The Cloud is the New Path to Open Source Monetization

To date there have been several ways to monetize open source projects:
- Don't. Just donate your time and code.
- Sugardaddy. Get a job at a big company that embeds your open source project in other products that make money.
- Services. Do consulting or training.
- "Pro" version. This is where most of the scalable open source businesses have gone like Red Hat, MySQL, JBoss, Spring, etc. This is typically some combination of support, packaging of bits, and enhanced features like the Red Hat or JBoss Network.

For those open source projects looking to expand, there was often frustration that only a few percent of the users who were all gaining value form the project would actually pay anything. This has limited growth. Look at RedHat being a $1B company and VMWare being a $2B+ (much younger) company. The reason is quite simple - there are free ways to get Red Hat's technology and you have to pay VMWare to get their technology.

Well, the Cloud has opened up a new avenue to monetize your open source project. When you offer your open source project as a hosted service, people are willing to pay you for that service. SauceLabs offering of Selenium is a great example of this.

This is one of the key strategies behind CloudBees. Not only are we offering a variety of open source projects like Jenkins, Maven and Git as cloud services, we are opening up our platform for other open source projects to also run in the Cloud.

Today, we announced our first open source cloud partner, Sonar. SonarSource is the company behind the leading open source project for doing code coverage analysis. The Cloud is a perfect deployment environment for this type of technology - where code analysis is done in bursts that may be quite resource intensive. So the pay-for-use model and no administrative and capital costs of the cloud is quite compelling.

CloudBees is greatly easing Sonar's transition to the Cloud. Our platform gives the project multi-tenancy and billing capabilities. In addition, many of our Jenkins-in-the-cloud users make use of Sonar and the integrated Sonar plug-in.

To be sure, the Cloud is not an instant path to monetization. Users have to migrate over according to their project schedules and hardware refresh cycles. For Jenkins, we have seen a powerful interest in Cloud deployment. Our customers April usage was double March (although still on relatively small numbers of about 1,500 users. However, if this growth continues over the next year it will produce a nice revenue stream - certainly int he neighborhood of the early JBoss days of selling training and documentation and a bit of phone support.

Here is a video demo.

We welcome other open source projects to engage with us. We have also just announced a free cloud development service for any open source project.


=== PROBLEM TO WORK ON ===
Go over the data and copy out each line with "Previous" in it.

═════ GIVEN DATA ═════

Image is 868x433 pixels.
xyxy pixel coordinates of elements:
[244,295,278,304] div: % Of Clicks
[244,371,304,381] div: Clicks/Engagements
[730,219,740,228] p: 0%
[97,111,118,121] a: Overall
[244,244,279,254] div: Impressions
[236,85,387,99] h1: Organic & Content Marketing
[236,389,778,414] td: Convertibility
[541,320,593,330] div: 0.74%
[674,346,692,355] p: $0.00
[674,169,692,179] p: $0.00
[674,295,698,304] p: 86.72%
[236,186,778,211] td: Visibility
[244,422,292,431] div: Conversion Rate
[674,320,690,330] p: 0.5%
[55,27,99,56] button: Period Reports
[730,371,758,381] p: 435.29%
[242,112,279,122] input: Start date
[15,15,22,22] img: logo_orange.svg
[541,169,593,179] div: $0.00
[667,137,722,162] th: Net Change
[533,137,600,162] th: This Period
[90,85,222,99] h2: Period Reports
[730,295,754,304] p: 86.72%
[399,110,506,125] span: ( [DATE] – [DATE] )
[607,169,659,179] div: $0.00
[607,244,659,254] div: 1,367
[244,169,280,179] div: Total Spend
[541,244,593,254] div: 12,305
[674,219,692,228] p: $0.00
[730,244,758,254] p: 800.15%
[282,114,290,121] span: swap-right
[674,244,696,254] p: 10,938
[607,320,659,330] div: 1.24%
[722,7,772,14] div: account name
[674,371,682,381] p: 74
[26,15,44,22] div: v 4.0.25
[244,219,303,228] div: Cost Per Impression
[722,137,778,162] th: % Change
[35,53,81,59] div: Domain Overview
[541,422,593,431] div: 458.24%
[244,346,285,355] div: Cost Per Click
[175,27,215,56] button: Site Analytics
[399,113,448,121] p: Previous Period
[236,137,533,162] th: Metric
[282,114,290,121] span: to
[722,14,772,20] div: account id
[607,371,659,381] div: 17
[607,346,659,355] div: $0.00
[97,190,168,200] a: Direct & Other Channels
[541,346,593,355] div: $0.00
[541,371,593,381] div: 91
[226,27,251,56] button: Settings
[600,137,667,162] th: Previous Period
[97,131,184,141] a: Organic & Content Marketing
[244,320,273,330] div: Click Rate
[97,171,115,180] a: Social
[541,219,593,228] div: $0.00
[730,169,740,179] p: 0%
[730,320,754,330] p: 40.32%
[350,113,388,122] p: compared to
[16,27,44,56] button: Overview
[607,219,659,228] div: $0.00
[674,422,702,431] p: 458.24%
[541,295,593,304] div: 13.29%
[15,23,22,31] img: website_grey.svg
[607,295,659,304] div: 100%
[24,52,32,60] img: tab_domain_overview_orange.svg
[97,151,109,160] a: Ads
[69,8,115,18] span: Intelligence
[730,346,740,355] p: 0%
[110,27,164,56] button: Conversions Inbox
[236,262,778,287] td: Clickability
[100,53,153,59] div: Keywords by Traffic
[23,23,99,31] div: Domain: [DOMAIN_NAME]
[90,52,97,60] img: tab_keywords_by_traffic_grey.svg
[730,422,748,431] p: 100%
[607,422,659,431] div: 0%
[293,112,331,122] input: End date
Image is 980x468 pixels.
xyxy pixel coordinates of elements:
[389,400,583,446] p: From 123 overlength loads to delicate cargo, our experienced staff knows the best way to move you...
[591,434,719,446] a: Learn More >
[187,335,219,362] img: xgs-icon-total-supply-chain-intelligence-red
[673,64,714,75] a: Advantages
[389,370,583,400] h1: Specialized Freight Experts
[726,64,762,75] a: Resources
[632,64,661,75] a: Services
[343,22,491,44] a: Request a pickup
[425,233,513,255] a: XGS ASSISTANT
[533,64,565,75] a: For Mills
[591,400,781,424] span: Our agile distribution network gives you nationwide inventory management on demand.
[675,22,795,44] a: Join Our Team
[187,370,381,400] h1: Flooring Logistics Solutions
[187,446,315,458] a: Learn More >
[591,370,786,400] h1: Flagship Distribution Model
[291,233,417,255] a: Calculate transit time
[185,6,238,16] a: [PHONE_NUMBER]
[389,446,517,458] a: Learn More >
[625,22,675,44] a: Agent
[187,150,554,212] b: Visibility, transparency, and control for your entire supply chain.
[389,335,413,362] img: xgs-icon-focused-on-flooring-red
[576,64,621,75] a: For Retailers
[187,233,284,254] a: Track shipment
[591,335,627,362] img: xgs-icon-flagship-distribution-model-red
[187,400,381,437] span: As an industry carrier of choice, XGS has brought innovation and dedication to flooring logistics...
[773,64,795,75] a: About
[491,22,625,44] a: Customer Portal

═════

=== COMPLETED EXERCISE ===
[399,113,448,121] p: Previous Period
[600,137,667,162] th: Previous Period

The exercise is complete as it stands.